Major HRT study halted over breast cancer fears
The Swedish trial was to assess the effect of HRT on women with a previous history of the disease.
It was stopped three years early when results showed HRT significantly increased the chances of recurring breast cancer or the appearance of a new tumour.
The study, known as HABITS (hormonal replacement therapy after breast cancer diagnosis is it safe?) was originally to include at least 1,300 women monitored for five years.
Doctors halted it on December 17 last after an average follow-up of two years.
Of 174 women assigned to HRT, 26 reported a recurrence or new case of breast cancer.
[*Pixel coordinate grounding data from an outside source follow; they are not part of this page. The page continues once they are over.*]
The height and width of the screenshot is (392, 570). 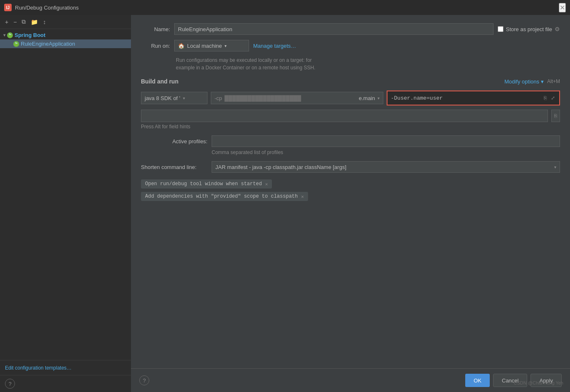 I want to click on profiles-hint: Comma separated list of profiles, so click(x=386, y=152).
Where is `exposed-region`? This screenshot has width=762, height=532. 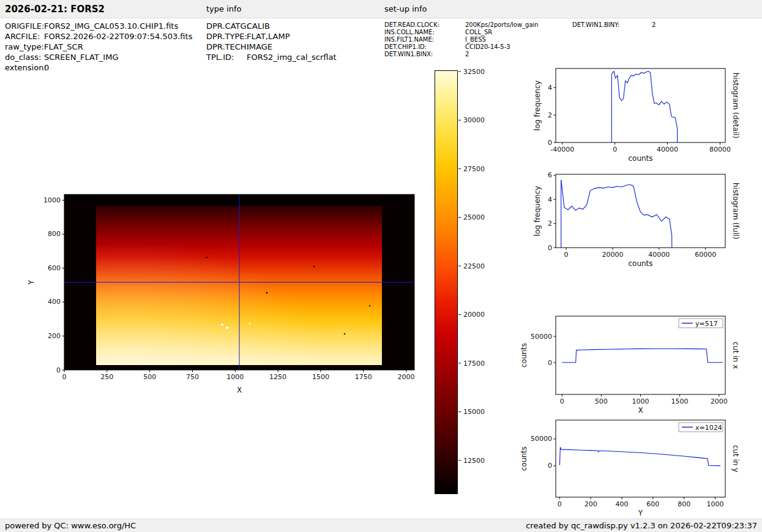 exposed-region is located at coordinates (239, 286).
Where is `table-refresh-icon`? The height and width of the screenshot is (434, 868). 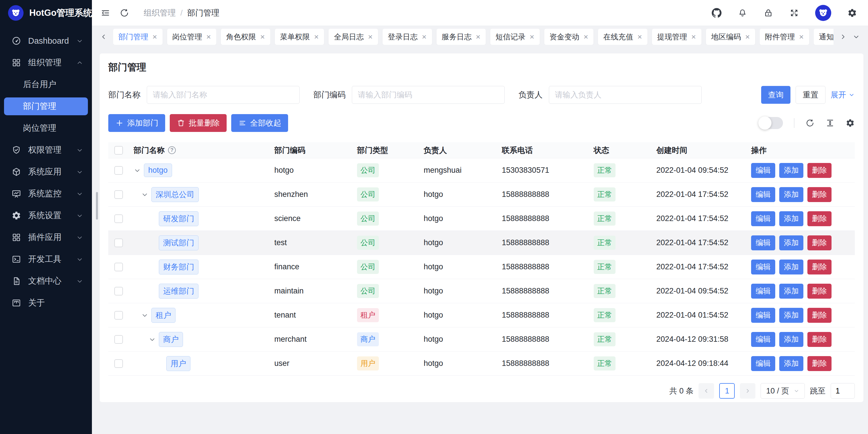 table-refresh-icon is located at coordinates (810, 123).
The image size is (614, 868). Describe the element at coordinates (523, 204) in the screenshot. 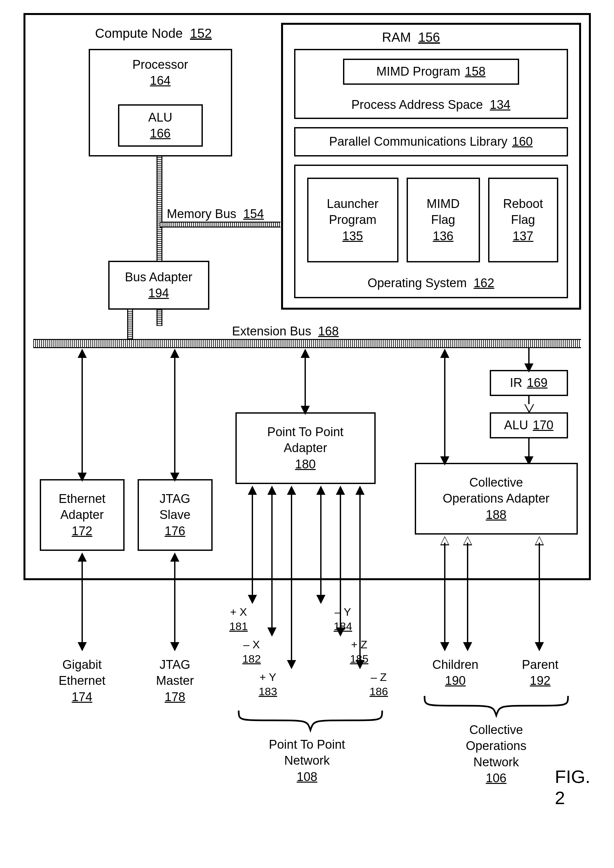

I see `rebootflag-word1: Reboot` at that location.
In contrast, only seven women on therapy other than HRT for menopausal symptoms re-encountered the disease.
Chief investigator Lars Holmberg, from University Hospital, Uppsala, Sweden, said: "The Habits trial was terminated because women with a history of breast cancer allocated to receive HRT for menopausal symptoms experienced an unacceptably high risk of breast cancer compared with breast cancer survivors allocated to ... treatment without hormones.
"Women on active treatment have been advised to discontinue."
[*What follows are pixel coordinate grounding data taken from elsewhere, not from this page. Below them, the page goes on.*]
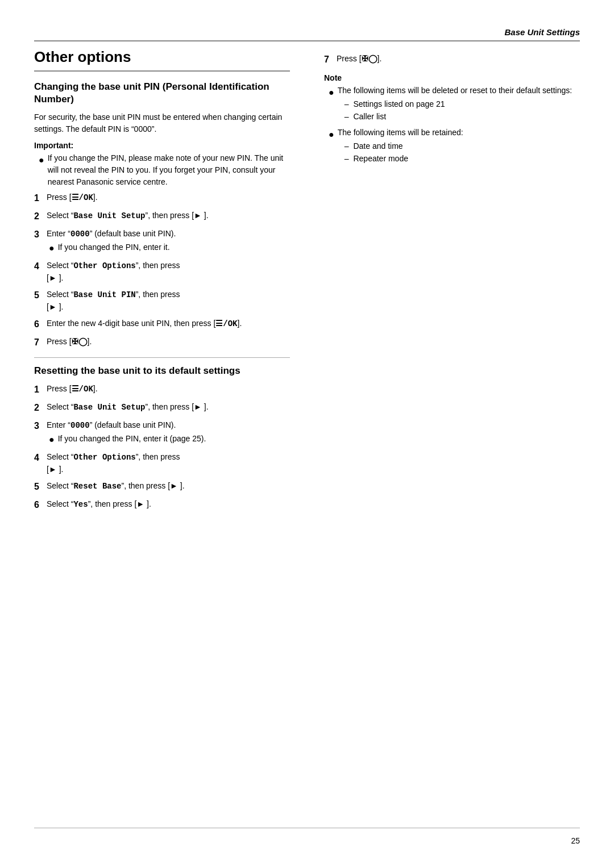 The width and height of the screenshot is (614, 868). I want to click on note-bullet-1: ● The following items will be deleted or…, so click(452, 104).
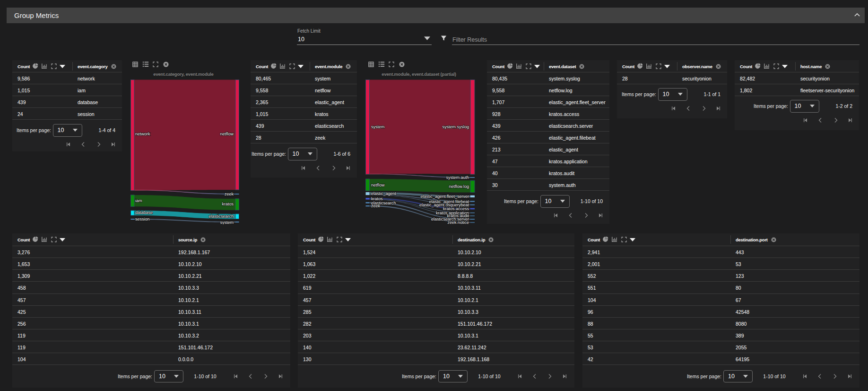 The width and height of the screenshot is (868, 391). Describe the element at coordinates (221, 216) in the screenshot. I see `svg-text: elasticsearch` at that location.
The findings appeared yesterday in an early online publication by The Lancet.
The picture is not clear, however, because another Swedish study has shown no increased risk of recurrent breast cancer from HRT.
The two trials, HABITS and the "Stockholm" study, were being run in tandem.
Consultant gynaecologist Malcolm Whitehead, director of the Amarant Trust, which advises women on HRT, criticised The Lancet for publishing too soon.
"We need to have the Stockholm data as well as the HABITS data, and we need to look for important differences in study design that might explain the results.
"I think these results have been published prematurely," said Mr Whitehead.